Key events in the history of modern art have been skillfully documented by the curators. In 1960, Jean Tinguely was invited by the Museum of Modern Art (MoMA) in New York to build “Homage to New York” an elaborate kinetic construction the size of a room that was to “commit suicide” in the sculpture garden of the museum.

Homage to New York

Rauschenberg contributed the lucky-charm mascot, a toaster that cheerfully popped silver dollars into the audience, which, not surprisingly, were never to be seen again.

“The intensive life of the machine is the cause of its destruction,” says Tinguely at the end of the film that captured the happening (on view in Basel). The machine had actually caught fire and been doused by the fireman in attendance.

What had impressed Peter Selz, the young MoMA curator who insisted on inviting Tinguely, against the opinion of his board, was the humor in Tinguely’s Méta-matics. “Art hasn’t been funny for a long time,” he explained.

The Dadaist, Marcel Duchamp, had at last found rightful heirs to his own playful Readymades and he was to follow Tinguely and Rauschenberg closely both in France, where Tinguely lived, and in the US, where he resided. The term Neo-Dada or Meta-Dada to define the artists’ output was in fact coined in tribute of this artistic continuity.

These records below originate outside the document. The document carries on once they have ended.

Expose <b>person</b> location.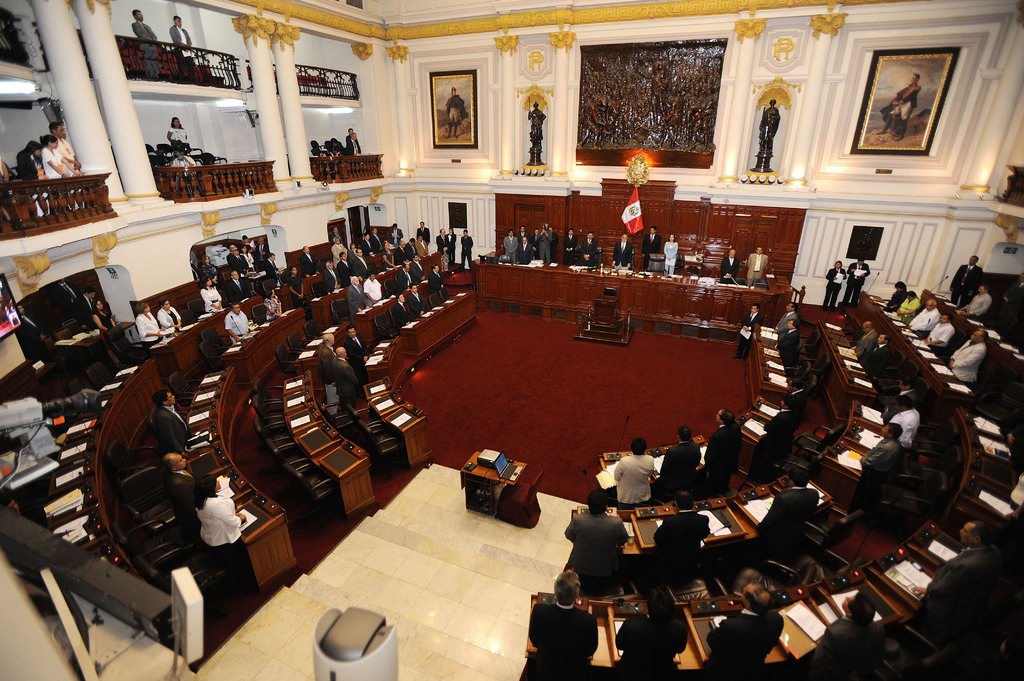
Exposed at {"x1": 319, "y1": 333, "x2": 333, "y2": 415}.
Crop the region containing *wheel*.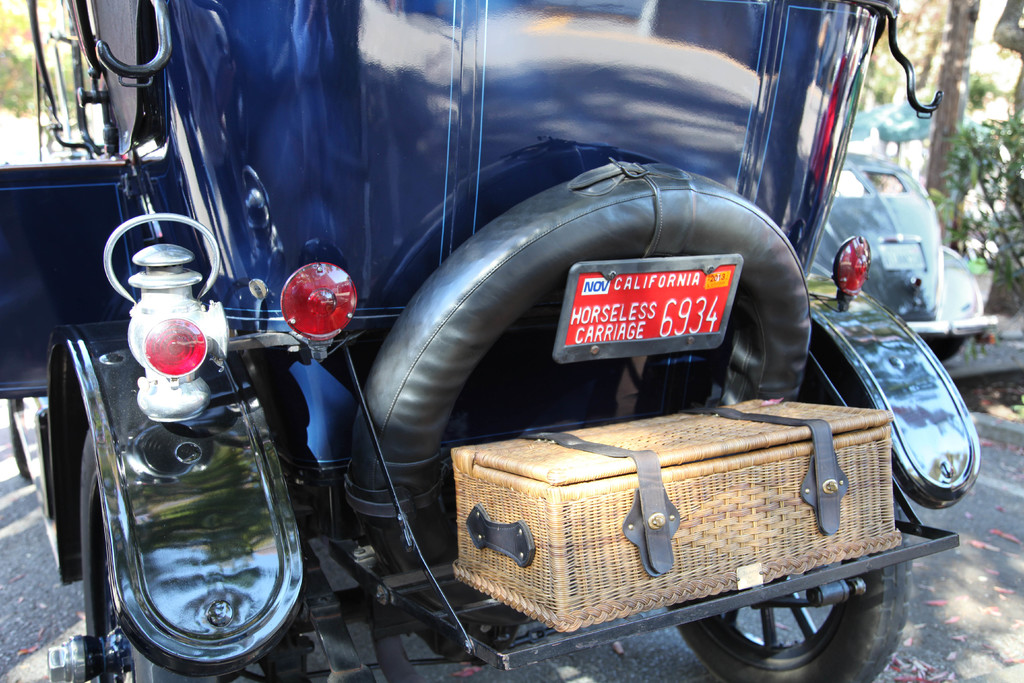
Crop region: [left=83, top=431, right=213, bottom=682].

Humor was evidently a binding force between Rauschenberg and Tinguely, one that was to permeate their other joint ventures over the next two years on both sides of the Atlantic. True to their belief that art should combine different art forms, they mounted “Variations II: Homage to David Tudor”, with the eponymous pianist and composer, which was performed in the theatre of the American Embassy in Paris in June, 1961.

Niki de Saint Phalle, whose joyful “Nanas” were about to transform public spaces throughout the world and who had become Tinguely’s companion, contributed with her shooting paintings, bags of paint that burst onto canvasses after being shot on site.

In another interdisciplinary production, “The Construction of Boston” was given on a single night in May, 1962 in an off-Broadway production in New York. Directed by the choreographer, Merce Cunningham, and including two of his dancers, the “staged schizophrenia”, as Tinguely later called it, contributed to shaping what was to become the avant-garde theater of the late sixties and art happenings all over Europe. “Don’t worry, we’re real artists” Rauschenberg told the worried organizers.

The last direct collaboration between Tinguely and Rauschenberg took place in Amsterdam at the Stedelijk Museum in late summer of the same year. “Dylaby” (Dynamic Labyrinth) comprised of seven “carte blanche” environments by seven different artists. Tinguely justified the ephemeral and chaotic project as “ridding museums of their museum status”.

“Today’s technology allows artists to go further, but in my opinion what happened in the sixties was more intense,” says Annja Müller-Alsbach, whose erudite passion is present throughout the remarkable catalogue that accompanies the exhibit.

How a French-speaking Swiss Catholic from Fribourg (Tinguely, 1925-1991) and a Texan from the Protestant Bible belt (Rauschenberg, 1925-2008) were to experience a short lived, but powerful artistic alliance and an enduring trans-Atlantic friendship of deep mutual admiration is something that the expo in Basel highlights well.

And for those who have never been to the Tinguely Museum before, the third reason to do so is to discover museum architecture at its best. The handsome building by Ticino-born Swiss architect Mario Botta is a superlative showcase for Tinguely’s articulated machine-sculptures, some more than a story tall: they look as if they are about to fly out through the walls.

The museum owes its creation in 1996 and continued existence to Roche, the pharmaceutical company. The two temporary exhibitions end on January 17, 2010.

Michèle Laird, née Haffner, was an international arts administrator (visual arts and theatre), successively in Paris, New York and London, before moving to Switzerland and becoming an arts journalist.